Consequences of Vaccine Exemptions: Chickenpox and Measles

 In The Politics of Autism, I look at the discredited notion that vaccines cause autism.

Isaac Stanley-Becker at The Washington Post:
Chickenpox has taken hold of a school in North Carolina where many families claim religious exemption from vaccines.
Cases of chickenpox have been multiplying at the Asheville Waldorf School, which serves children from nursery school to sixth grade in Asheville, N.C. About a dozen infections grew to 28 at the beginning of the month. By Friday, there were 36, the Asheville Citizen-Times reported.
The outbreak ranks as the state’s worst since the chickenpox vaccine became available more than 20 years ago. Since then, the two-dose course has succeeded in limiting the highly contagious disease that once affected 90 percent of Americans — a public health breakthrough.
The school is a symbol of the small but strong movement against the most effective means of preventing the spread of infectious diseases. The percentage of children under 2 years old who haven’t received any vaccinations has quadrupled since 2001, according to the Centers for Disease Control and Prevention.
Like the Disneyland measles outbreak in 2015, the flare-up demonstrates the real-life consequences of a shadowy debate fueled by junk science and fomented by the same sort of Twitter bots and trolls that spread misinformation during the 2016 presidential election.
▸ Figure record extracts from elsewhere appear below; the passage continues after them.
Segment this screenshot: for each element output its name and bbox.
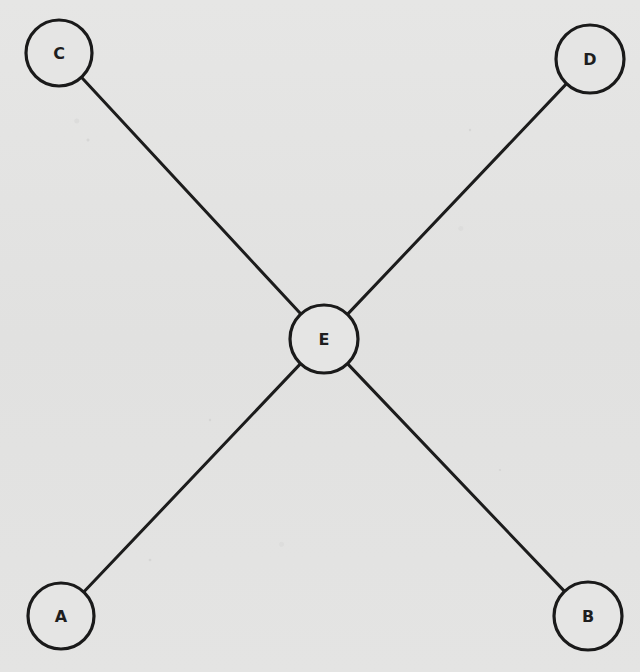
- diagram-canvas: ABCDE: [0, 0, 640, 672]
- node-label: C: [53, 44, 65, 63]
- node-label: E: [319, 330, 330, 349]
- node-c: C: [26, 20, 92, 86]
- node-e: E: [290, 305, 358, 373]
- node-label: D: [583, 50, 596, 69]
- edge-a-e: [84, 364, 301, 592]
- node-label: A: [55, 607, 68, 626]
- edge-c-e: [81, 77, 300, 314]
- node-d: D: [556, 25, 624, 93]
- edge-b-e: [347, 364, 564, 592]
- node-label: B: [582, 607, 594, 626]
- node-b: B: [554, 582, 622, 650]
- star-graph-diagram: ABCDE: [0, 0, 640, 672]
- edge-d-e: [347, 84, 566, 315]
- node-a: A: [28, 583, 94, 649]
And it shows how a seemingly fringe view can gain currency in a place like Asheville, a funky, year-round resort town nestled between the Blue Ridge and Smoky Mountains.
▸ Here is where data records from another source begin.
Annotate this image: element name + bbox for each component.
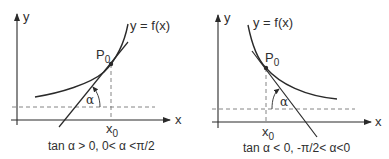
curve-label: y = f(x) xyxy=(130,18,170,33)
caption-increasing: tan α > 0, 0< α <π/2 xyxy=(48,139,155,153)
x-axis-label: x xyxy=(375,114,382,129)
curve-label: y = f(x) xyxy=(253,15,293,30)
function-curve xyxy=(35,24,128,97)
x-axis-label: x xyxy=(175,112,182,127)
function-curve xyxy=(248,25,337,99)
y-axis-label: y xyxy=(224,10,231,25)
y-axis-label: y xyxy=(23,9,30,24)
angle-label: α xyxy=(86,93,94,107)
point-p0 xyxy=(264,66,268,70)
point-label: P0 xyxy=(96,47,111,65)
angle-arc xyxy=(272,89,279,109)
panel-increasing: y x P0 y = f(x) α x0 tan α > 0, 0< α <π/… xyxy=(11,9,182,153)
point-label: P0 xyxy=(265,50,280,68)
tangent-slope-diagram: y x P0 y = f(x) α x0 tan α > 0, 0< α <π/… xyxy=(0,0,389,159)
x0-label: x0 xyxy=(106,121,119,139)
angle-label: α xyxy=(280,95,288,109)
caption-decreasing: tan α < 0, -π/2< α<0 xyxy=(243,141,351,155)
tangent-line xyxy=(59,42,128,127)
x0-label: x0 xyxy=(262,124,275,142)
panel-decreasing: y x P0 y = f(x) α x0 tan α < 0, -π/2< α<… xyxy=(212,10,382,155)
Chickenpox spreads fast and can have very serious effects.
But not all parents seemed to grasp the gravity of the outbreak. Nor does everyone see the rationale behind vaccines, which some believe — contrary to scientific evidence — cause more severe health issues than they’re meant to cure. The claim of an autism risk, though it has been debunked, has remained a rallying cry of the anti-vaccine movement.

Antivax organizations such as Texans For Vaccine Choice are push exemptions for students in public schools, and they are also says that state-regulated day care centers should be subject to the same exemptions. An editorial in The Dallas Morning News says "That's madness."
Applying the personal exemption standard to child care facilities would be a dangerous road to take. The CDC recommends that children do not start to get vaccines for measles until they reach at least 12 months of age. Should parents have to risk their kids getting the measles at such a young age from older, unvaccinated children? We don’t believe so.
Texas was one of 25 states last year to report cases of the measles. Medical experts and researchers say that the continued growth in the number of parents not getting their children vaccinated is increasing the risk of a measles outbreak. One doctor said, “It is really not a question of whether these outbreaks will occur but when.”
We should be thankful that technology and medical advances managed to bring us out of the dark ages. It’s remarkable that in the early 1960s, measles cases numbered in the hundreds of thousands. By the early 1990s, measles practically vanished. Now, it’s slowly starting to make a comeback.
Texans For Vaccine Choice is only trying to make things worse, and their position that personal exemptions are allowed for child care facilities is something Texans cannot accept.